Hurricane Dean is gone. It left behind a trail of damage across the Caribbean and Mexico -- for a thorough rundown see here -- including several billion dollars in damage to Jamaica and 11 killed in Haiti. Amazingly, no deaths are reported from the Yucatan (though 10 are reported after the storm made its second landfall near Veracruz). We have to give Mexico a tremendous round of applause for its amazing preparedness.
Fascinatingly, though, Dean left behind a different kind of wake as well: A cold wake at the surface of the ocean that it passed over. See here for before-and-after images comparing Caribbean sea surface temperatures on August 17 versus August 22; or see below for a still more pronounced wake on August 23, one that extends all the way into the Bay of Campeche and Gulf of Mexico.
What's going on here? Essentially, powerful hurricanes drive warm ocean surface water downward and mix cooler deep water upwards. So when a storm like Dean goes by, you tend to see a cold anomaly at the surface of the ocean to the right of the storm track. [Why the right, you ask? It's because the right front quadrant of a northern hemisphere hurricane is its most powerful area -- that's where winds have the added speed of the storm's forward motion behind them.]
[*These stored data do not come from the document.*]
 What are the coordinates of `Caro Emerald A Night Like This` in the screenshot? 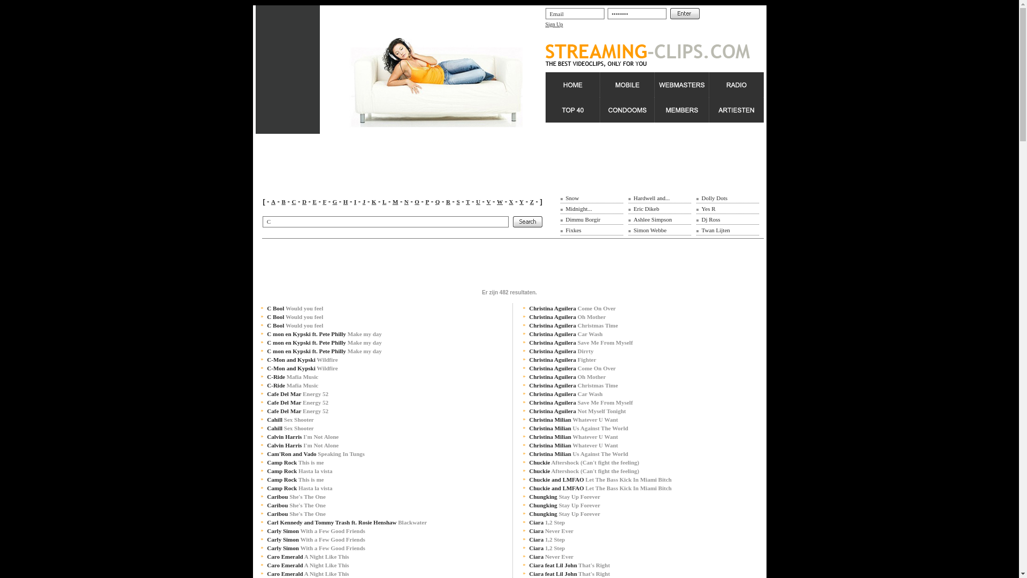 It's located at (308, 573).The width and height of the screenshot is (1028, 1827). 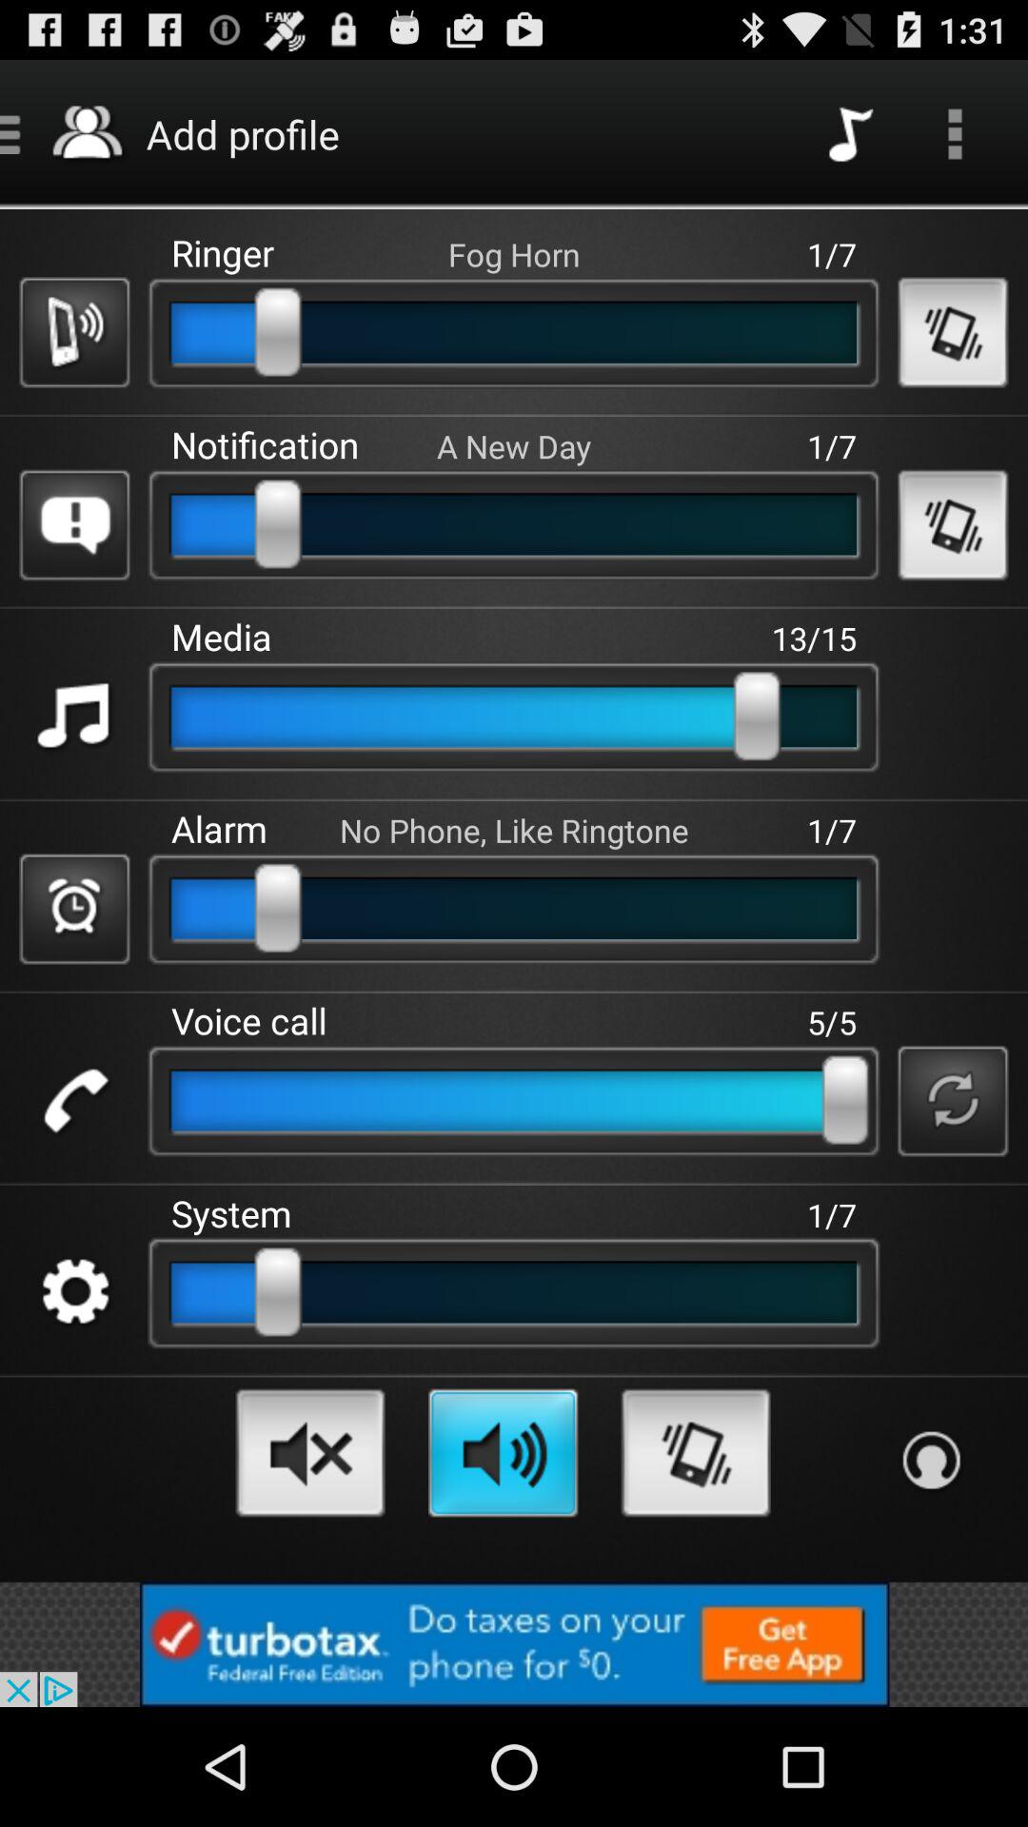 What do you see at coordinates (74, 333) in the screenshot?
I see `select the telephone symbol which is on the left of ringer` at bounding box center [74, 333].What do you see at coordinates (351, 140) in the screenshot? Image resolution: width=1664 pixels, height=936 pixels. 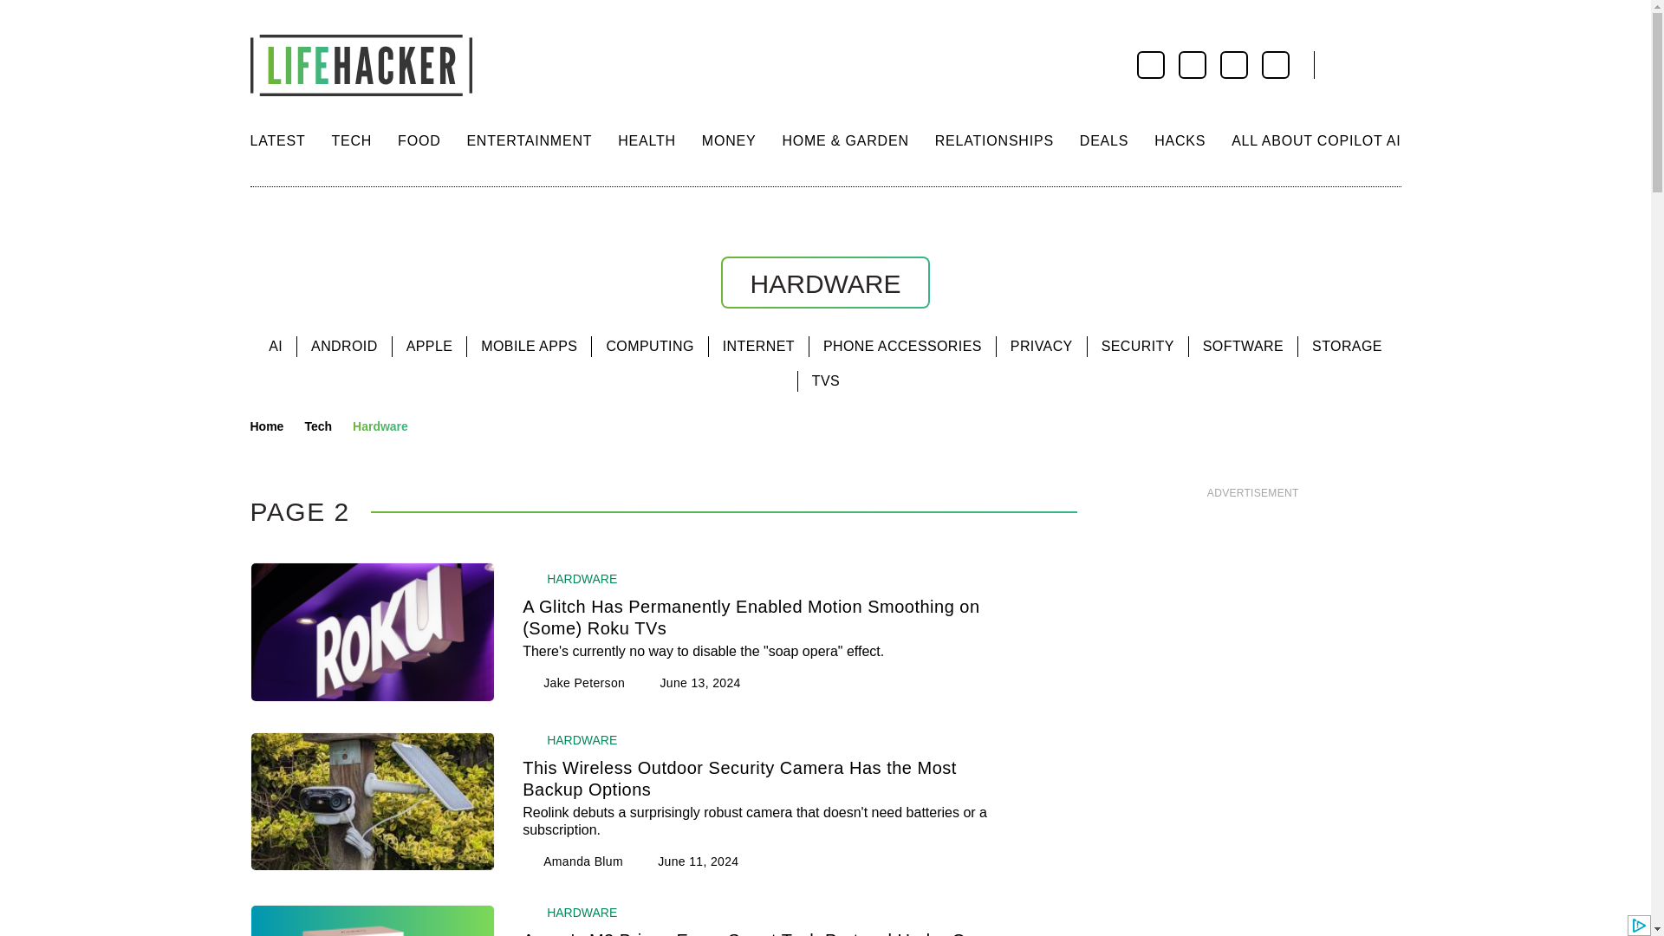 I see `TECH` at bounding box center [351, 140].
In the case of Dean, the wake may even have been less pronounced than otherwise due to the lack of open ocean in the Caribbean. For a truly dramatic wake, look at what Supertyphoon Sepat did last week -- and please note that these images come from a truly wonderful resource, Remote Sensing Systems:
The, er, cool thing about hurricane wakes is that some scientists think that they're critical to the redistribution of ocean heat in the direction of the planet's poles. We can see the cold wake at the surface; but there's also a warm anomaly below the surface. In order to restore equilibrium, then, the oceans presumably have to redistribute that additional sub-surface heat pole-ward in the direction of regions where waters are cooler.
What's more, that added heat, transported through the oceans, may be enough to have a significant effect on the climate. That's especially so if hurricanes intensify and so drive more warm water down into the ocean depths -- more heat could then get transported to the poles, leading to a disproportionate warming of the higher latitudes in relation to the equatorial ones.